From that platform, she will continue to benefit start-ups by making sure boards ask management the right questions about how they are innovating and the tools, such as corporate venturing, they are using to reach outside the organization to disruptive ideas, including those from universities.

Comments from ex-colleagues at Imperial Innovations

Susan was one of the founders of Innovations, a role that benefited enormously from her tenacity, passion and desire to transform the technology transfer sector. This was coupled with a deep understanding of how universities work. She displayed energy, resilience, enthusiasm – in fact lots of essential founder attributes which have given her empathy with the technology researchers who form our start-ups.
Russ Cummings, now chief executive
 
Having worked alongside Susan on the Imperial-Circassia-Powderject deal in 2002, I was pleased to be invited to join her team at Imperial Innovations on a full-time basis in 2008. Her energy and enthusiasm for building exciting new businesses was always infectious, and she continued to be a big supporter of early-stage venturing at an important time through the economic downturn. I have enjoyed working with her greatly and would like to send my congratulations to Susan on her Lifetime Achievement Award, which is well deserved.
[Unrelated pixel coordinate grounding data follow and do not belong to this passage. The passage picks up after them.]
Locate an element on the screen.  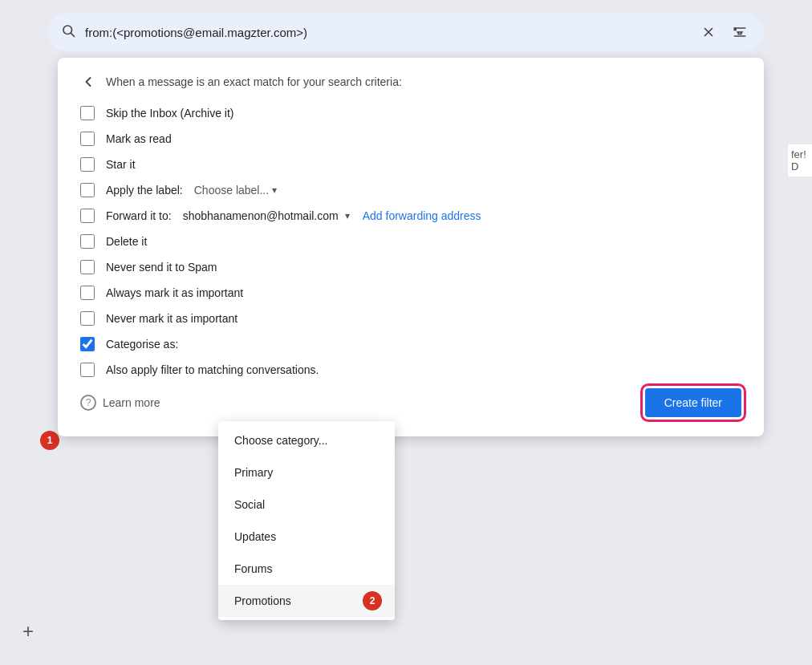
learn-more-label: Learn more is located at coordinates (132, 403).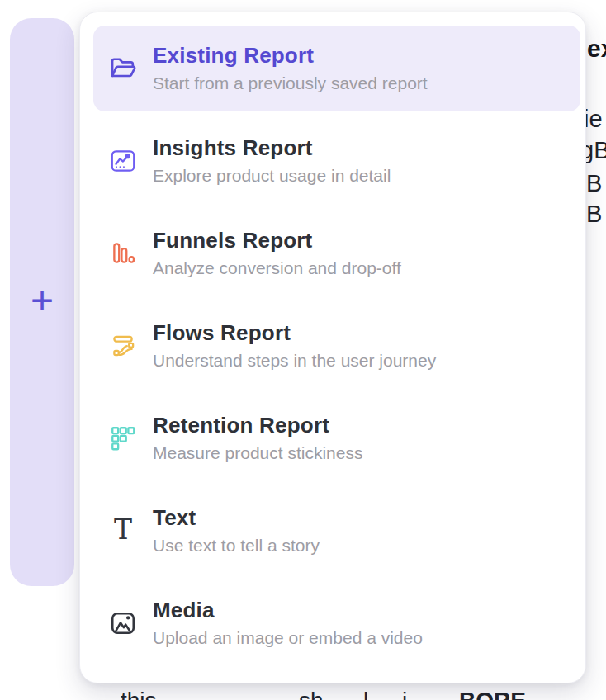  I want to click on menu-item-label: Existing Report, so click(291, 55).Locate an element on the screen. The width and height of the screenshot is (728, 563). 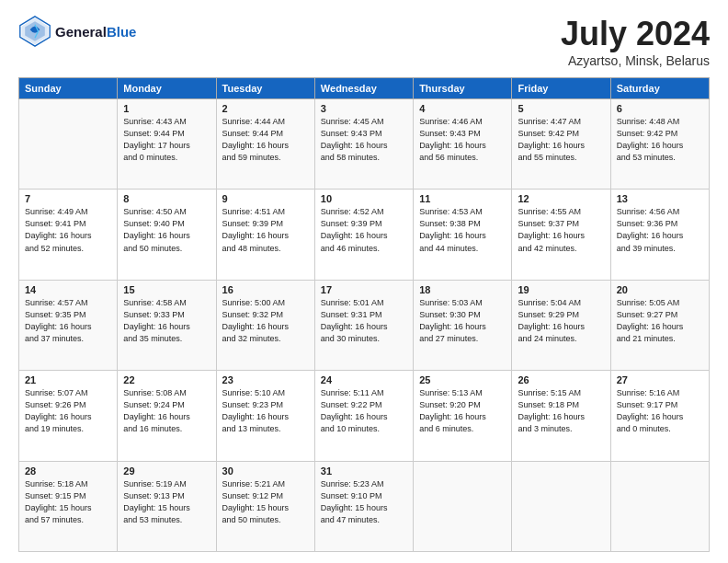
day-number: 26 is located at coordinates (561, 380).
Simon Kerr, director of healthcare ventures from 2008 to 2013
 
Susan is one of those people who does not know the meaning of the words “cannot be done”.
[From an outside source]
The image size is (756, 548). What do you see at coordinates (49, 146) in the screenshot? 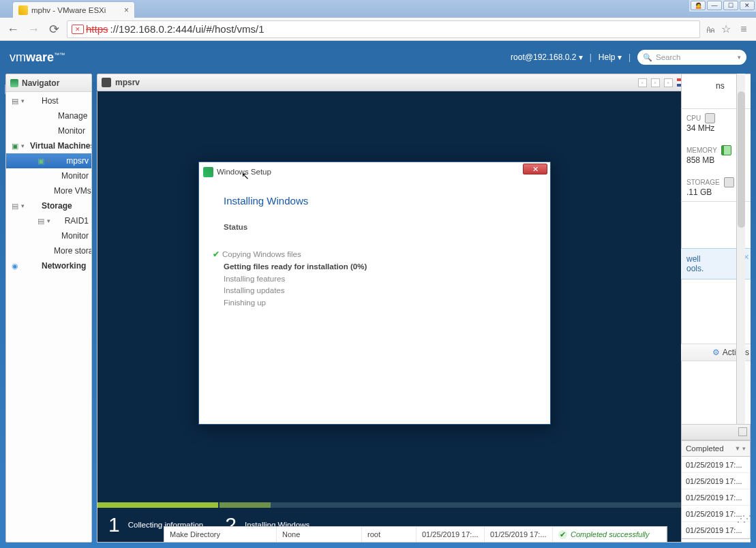
I see `sidebar-item-virtual-machines: ▾Virtual Machines` at bounding box center [49, 146].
Tony Hickson, managing director of technology transfer
 
Many people here at Innovations have their own personal anecdotes and fond memories of the time they worked with Susan, always positive, and often deeply personal. Many regard her as a friend and, in their dealings with her, appreciated her empathy and support. She is a very modest person, and while capable of speaking directly to the point, does so with great sensitivity to others’ feelings. More than once she has been referred to kindly as a “force of nature”, perhaps partly in reference to her seemingly boundless energy. When you meet Susan, you are immediately impressed by her sharp intellect, encyclopaedic knowledge and deep interest in the subject you are discussing.
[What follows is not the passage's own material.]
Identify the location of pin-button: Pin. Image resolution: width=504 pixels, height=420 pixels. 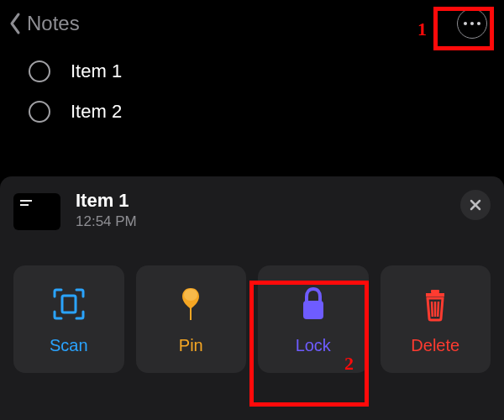
(192, 319).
Terry Nicklin, director of communications
 
I have known Susan for a number of years during which, I have admired her energy and commitment to the commercialsiation of science. Susan is highly creative, always looking for new or better ways of applying experience and knowledge to tricky new challenges. She has a very wide knowledge of the start-up and investment world which she has used to build Imperial Innovations into a most impressive organisation.